* _WHAT YOU WILL DO_:
To answer, print the line containing "Find the location of a particular element." and each line after it in the listing below, exactly as they stand.

* _INFORMATION SUPPLIED_:
--- START ---
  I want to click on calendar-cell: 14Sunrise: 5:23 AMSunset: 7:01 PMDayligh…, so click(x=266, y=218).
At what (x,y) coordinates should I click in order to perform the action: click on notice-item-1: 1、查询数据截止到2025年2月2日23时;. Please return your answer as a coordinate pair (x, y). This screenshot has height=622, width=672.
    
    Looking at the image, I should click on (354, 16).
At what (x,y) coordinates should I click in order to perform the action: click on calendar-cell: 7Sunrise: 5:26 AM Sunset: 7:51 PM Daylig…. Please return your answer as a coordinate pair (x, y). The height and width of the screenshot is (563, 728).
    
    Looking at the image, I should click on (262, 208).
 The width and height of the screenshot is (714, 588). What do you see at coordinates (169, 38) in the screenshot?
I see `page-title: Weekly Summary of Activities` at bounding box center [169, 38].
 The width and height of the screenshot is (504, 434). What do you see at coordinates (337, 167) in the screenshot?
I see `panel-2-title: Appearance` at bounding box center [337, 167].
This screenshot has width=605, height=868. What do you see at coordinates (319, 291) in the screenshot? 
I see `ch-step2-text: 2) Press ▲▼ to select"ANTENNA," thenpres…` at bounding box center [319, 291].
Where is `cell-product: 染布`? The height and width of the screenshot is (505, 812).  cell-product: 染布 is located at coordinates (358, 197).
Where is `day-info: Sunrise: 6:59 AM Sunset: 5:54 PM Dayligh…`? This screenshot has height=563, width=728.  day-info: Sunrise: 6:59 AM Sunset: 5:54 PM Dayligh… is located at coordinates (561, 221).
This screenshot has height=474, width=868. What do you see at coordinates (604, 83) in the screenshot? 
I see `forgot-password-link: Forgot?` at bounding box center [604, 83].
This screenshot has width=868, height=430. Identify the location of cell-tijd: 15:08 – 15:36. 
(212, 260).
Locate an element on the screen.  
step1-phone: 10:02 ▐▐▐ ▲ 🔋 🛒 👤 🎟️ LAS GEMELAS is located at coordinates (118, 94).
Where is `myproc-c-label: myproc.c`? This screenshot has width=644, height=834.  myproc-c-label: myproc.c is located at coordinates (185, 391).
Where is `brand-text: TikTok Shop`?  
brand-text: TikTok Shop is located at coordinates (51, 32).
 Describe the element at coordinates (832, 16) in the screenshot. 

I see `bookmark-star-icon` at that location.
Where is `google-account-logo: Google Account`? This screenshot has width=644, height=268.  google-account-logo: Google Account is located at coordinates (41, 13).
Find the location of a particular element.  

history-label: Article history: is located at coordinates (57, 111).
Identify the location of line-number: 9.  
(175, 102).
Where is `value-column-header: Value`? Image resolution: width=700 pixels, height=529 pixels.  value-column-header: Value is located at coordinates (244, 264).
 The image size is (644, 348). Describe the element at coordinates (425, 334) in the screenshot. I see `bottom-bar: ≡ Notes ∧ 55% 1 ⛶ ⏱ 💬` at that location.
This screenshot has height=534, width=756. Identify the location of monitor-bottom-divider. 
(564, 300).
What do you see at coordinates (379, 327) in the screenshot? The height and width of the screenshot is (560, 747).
--- END ---
* _FINISHED EXERCISE_:
Find the location of a particular element.  

history-label: Article history: is located at coordinates (57, 111).
Identify the location of line-number: 9.  
(175, 102).
Where is `value-column-header: Value`? Image resolution: width=700 pixels, height=529 pixels.  value-column-header: Value is located at coordinates (244, 264).
 The image size is (644, 348). Describe the element at coordinates (425, 334) in the screenshot. I see `bottom-bar: ≡ Notes ∧ 55% 1 ⛶ ⏱ 💬` at that location.
This screenshot has height=534, width=756. Identify the location of monitor-bottom-divider. 
(564, 300).
What do you see at coordinates (379, 327) in the screenshot? The height and width of the screenshot is (560, 747).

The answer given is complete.